Health

Why a Baby Can Literally Be Like a Drug

March 27th 2016

Has your aunt ever tried to pinch your cheek or squish your face due to your unbelievable cuteness? It turns out there's some science to explain this.

Sometimes people experience so much emotion from seeing something cute that they react in the opposite way you would expect, according to a 2014 Yale University study in Psychological Science.

When someone sees something adorable and responds in an aggressive way, it's called a "dimorphous expression." The feeling of aggression may be attributed to people not being able to control the intensity of their reaction when they see something really cute.

“I think it's triggered by having a really strong feeling of wanting to care [for] or approach the little, cute thing,” Yale researcher Oriana Aragon told ATTN:. To balance that out, we may react in an opposite fashion, wanting to pinch the baby or "eat them up," she said. It's about keeping an equilibrium with your emotions.

To understand this, Yale researchers conducted online surveys, including one with 390 women and 289 men. The surveys showed participants pictures of babies, some featuring younger and more "infantile" babies. The survey showed that participants had a greater emotional response to the images of infantile babies. But they also showed a more aggressive response to them, meaning they were almost too enthusiastic.

Aragon told ATTN: that there is a trait associated with cuteness called "pedomorphic features." These are features often associated with babies, like pudgy cheeks and big eyes. Anything (including an inanimate object) that appears to have these features will trigger a "cuteness response." More infantile babies have stronger pedomorphic features. She believes we've evolved to enjoy these features, which is good for causing parents to want to care for a child.

Why do you want to eat the baby?

A 2013 study by Johannes Frasnelli, a brain research professor at the University of Montreal, wanted to figure out why people think newborn babies smell so good.

Researchers took pajamas that were worn for a few weeks by newborn babies and gave them to two sets of female subjects: New mothers and childless women. When the women smelled the pajamas, researchers scanned their brains. They found that both sets of women had a strong reaction in the part of the brain associated with reward and pleasure.

“In both mothers and non-mothers we found an activation of centers of the brain which are usually responsible for reward," Frasnelli told ATTN:. "Basically, the same centers that are activated when you're doing something you like a lot, like eating when you're very hungry, or taking drugs as a drug addict, or smoking [cigarettes].”

cocainePixabay/public domain - pixabay.com

When the results were reported in the media, they appeared under headlines like this one from the New York Daily News: "Study explains why mothers have urge to eat their newborn babies."

That's not really what the study revealed, Frasnelli told ATTN: But it's true that the aroma of a newborn baby activates the same area of the brain that lights up when you're doing something you enjoy, such as eating or taking a drug.

It's an evolutionary adaptation that humans developed so they would feel a desire to take care of their children, Frasnelli said: The child's smell evolved to stoke a parent's interest, and a parent evolved to find it extremely rewarding.

Frasnelli is amused by the confusion over his research. “There's a homepage where they report zombie research, and our study was mentioned in there,” he said.

Keeping humanity intact

Frasnelli and Aragon agreed that it's overwhelming for humans to raise children, and evolutionary mechanisms developed to keep the human race around.

“We want to pay close attention to our young. Particularly human babies that are so helpless for so long," Aragon said. "They need that directed attention toward them for years, and it would be difficult to do that without these mechanisms in place.”

Having a child is not always an easy thing, Frasnelli said. You lose sleep. You have to attend to them all of the time. They're expensive. We've evolved to see beyond those issues and find child-rearing a rewarding experience.

“If parents didn't take care of their children, mankind would go extinct pretty easily," Frasnelli said. "Nature has evolved in a way that there are mechanisms that parents are attached very strongly to their children.”

So we may have learned to love cuteness because of a need to care for children, even if we do get overwhelmed sometimes, and newborn babies have learned to make us feel rewarded by emitting aromas we find appealing. Even if you don't really want to eat them.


State how many lines of the entries below hold the word "Recommended"; reply with nothing but the number.

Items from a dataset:
=== Section Start ===

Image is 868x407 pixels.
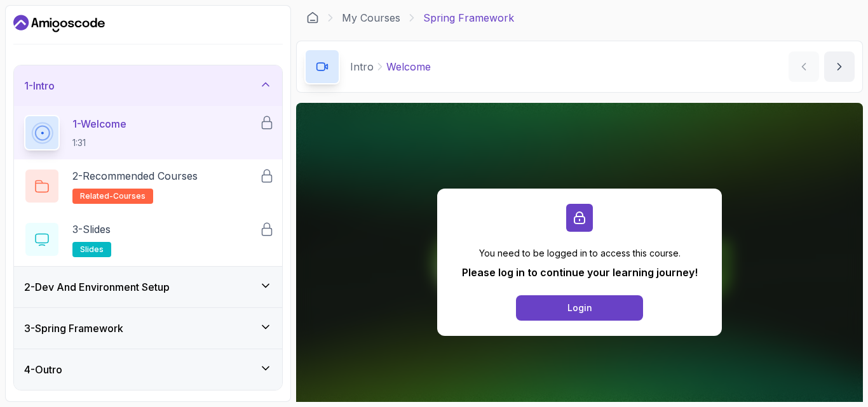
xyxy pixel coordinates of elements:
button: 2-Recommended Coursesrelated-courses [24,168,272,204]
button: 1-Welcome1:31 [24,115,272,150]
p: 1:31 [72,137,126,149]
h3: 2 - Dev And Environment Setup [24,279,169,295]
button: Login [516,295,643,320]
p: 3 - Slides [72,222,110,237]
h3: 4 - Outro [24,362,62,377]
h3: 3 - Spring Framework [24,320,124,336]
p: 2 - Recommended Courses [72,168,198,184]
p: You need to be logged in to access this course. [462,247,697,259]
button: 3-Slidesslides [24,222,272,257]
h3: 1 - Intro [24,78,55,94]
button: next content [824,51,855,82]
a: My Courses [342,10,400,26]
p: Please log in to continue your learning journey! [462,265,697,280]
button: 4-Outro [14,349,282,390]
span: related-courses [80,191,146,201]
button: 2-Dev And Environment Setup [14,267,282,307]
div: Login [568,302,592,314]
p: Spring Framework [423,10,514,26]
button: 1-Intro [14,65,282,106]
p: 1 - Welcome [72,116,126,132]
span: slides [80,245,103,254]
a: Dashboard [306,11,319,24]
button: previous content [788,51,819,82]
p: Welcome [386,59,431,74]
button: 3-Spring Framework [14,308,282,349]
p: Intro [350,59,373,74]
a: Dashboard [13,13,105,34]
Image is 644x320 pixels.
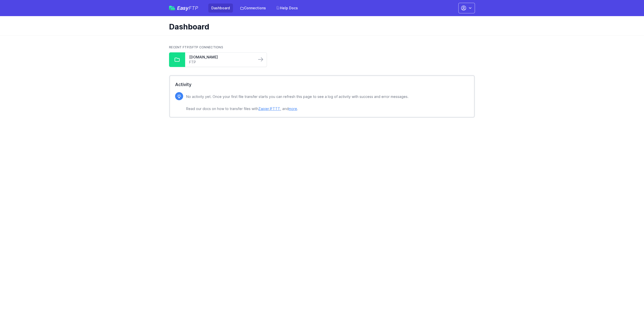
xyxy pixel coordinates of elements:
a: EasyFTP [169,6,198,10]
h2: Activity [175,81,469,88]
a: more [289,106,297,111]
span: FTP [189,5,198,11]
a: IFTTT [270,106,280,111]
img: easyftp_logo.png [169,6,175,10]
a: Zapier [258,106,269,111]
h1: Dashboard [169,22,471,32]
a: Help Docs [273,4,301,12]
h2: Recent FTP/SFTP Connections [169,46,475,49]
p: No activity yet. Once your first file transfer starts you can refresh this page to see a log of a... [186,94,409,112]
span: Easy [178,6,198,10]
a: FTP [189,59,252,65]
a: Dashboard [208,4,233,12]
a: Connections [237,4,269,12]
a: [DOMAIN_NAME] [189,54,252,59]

=== Section End ===

* **ANSWER AREA**
2